I would looks like this:
The data would then look like this:
TABLE Items
+-------+-------+--------------------+
| ID | Mass | ProcurementMethod |
|-------+-------+--------------------+
| 0 | 2 | I |
+-------+-------+--------------------+
| 1 | 13 | B |
+-------+-------+--------------------+
| 2 | 5 | B |
+-------+-------+--------------------+
TABLE ItemProcurement
+--------+-------------+------------+
| ItemID | CurrencyID | Amount |
|--------+-------------+------------+
| 1 | 840 | 47.20 |
+--------+-------------+------------+
| 2 | 826 | 3.10 |
+--------+-------------+------------+
TABLE Currencies
+------------+---------+-----------------+
| CurrencyID | ISOCode | Description |
|------------+---------+-----------------+
| 840 | USD | US dollars |
+------------+---------+-----------------+
| 826 | GBP | British Pounds |
+------------+---------+-----------------+
Not only Amount, everything is dependent on ItemID, as this seems to be a candidate key.
The dependence you have is that Currency and Amount are NULL (I guess this means Unknown/Invalid) when the Procurement is 'inherited' (or 0 cost as pointed by #XIVsolutions and as you mention "inherited items have no monetary cost")
In other words, iems are divided into two types (of procurements) and items of one of the two types do not have all attributes.
This can be solved with a supertype/subtype split.
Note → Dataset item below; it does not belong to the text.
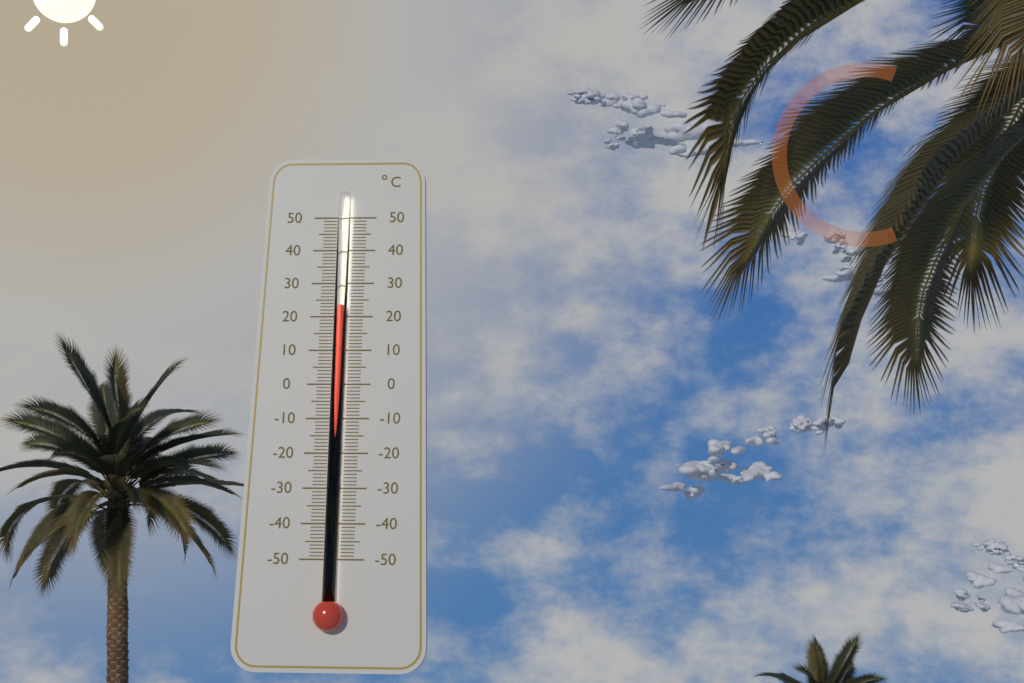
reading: 23 °C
You have a supertype table (Item) and two subtype tables (ItemBought and ItemInherited), where each one of them has a 1::0..1 relationship with the supertype table. The attributes common to all items will be in the supertype table and every other attribute in the respecting subtype table:
Item
----------------------------
ItemID Mass Procurement
0 2kg inherited
1 13kg bought
2 5kg bought
3 11kg inherited
4 9kg bought
ItemBought
---------------------------------
ItemID Currency Amount
1 US dollars 47.20
2 British Pounds 3.10
4 US dollars 1.32
ItemInherited
-------------
ItemID
0
3
If there is no attribute that only inherited items have, you even skip the ItemInherited table altogether.
For other questions relating to this pattern, look up the tag: Class-Table-Inheritance. While you're at it, look up Shared-Primary-Key as well. For a more concpetual treatment, google on "ER Specialization".
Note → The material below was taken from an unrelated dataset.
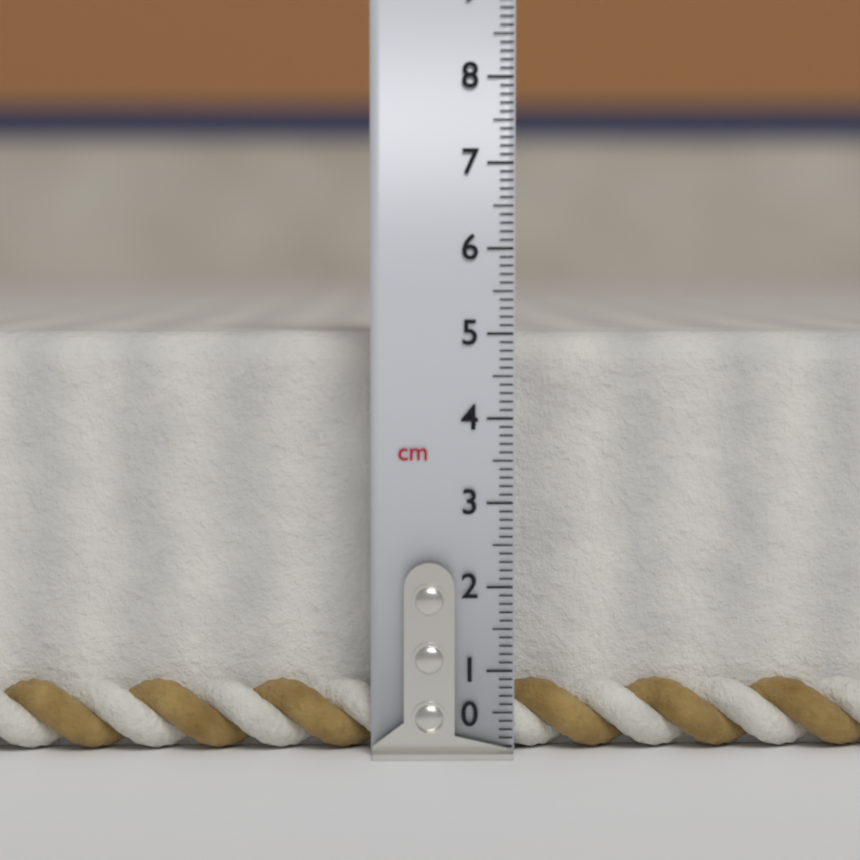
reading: 5.0 cm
Here is my off-the-cuff suggestion:
UPDATE: Mass would be a Float/Decimal/Double depending upon your Db, Cost would be whatever the optimal type is for handling money (in SQL Server 2008, it is "Money" but these things vary).
ANOTHER UPDATE: The cost of an inherited item should be zero, not null (and in fact, there sometime IS an indirect cost, in the form of taxes, but I digress . . .). Therefore, your Item Table should require a value for cost, even if that cost is zero. It should not be null.
Let me know if you have questions . . .
Why do you need to normalise it?
I can see some data integrity challenges, but no obvious structural problems.
The implicit dependency between "procurement" and the presence or not of the value/currency is tricky, but has nothing to do with the keys and so is not a big deal, practically.
If we are to be purists (e.g. this is for homework purposes), then we are dealing with two types of item, inherited items and bought items. Since they are not the same type of thing, they should be modelled as two separate entities i.e. InheritedItem and BoughtItem, with only the columns they need.
In order to get a combined view of all items (e.g. to get a total weight), you would use a view, or a UNION sql query.
If we are looking to object model in the database, then we can factor out the common supertype (Item), and model the subtypes (InheritedItem, BoughtItem) with foreign-keys to the supertype table (ypercube explanation below is very good), but this is very complicated and less future-proof than only modelling the subtypes.
This last point is the subject of much argument, but practically, in my experience, modelling concrete supertypes in the database leads to more pain later than leaving them abstract. Okay, that's probably waaay beyond what you wanted :).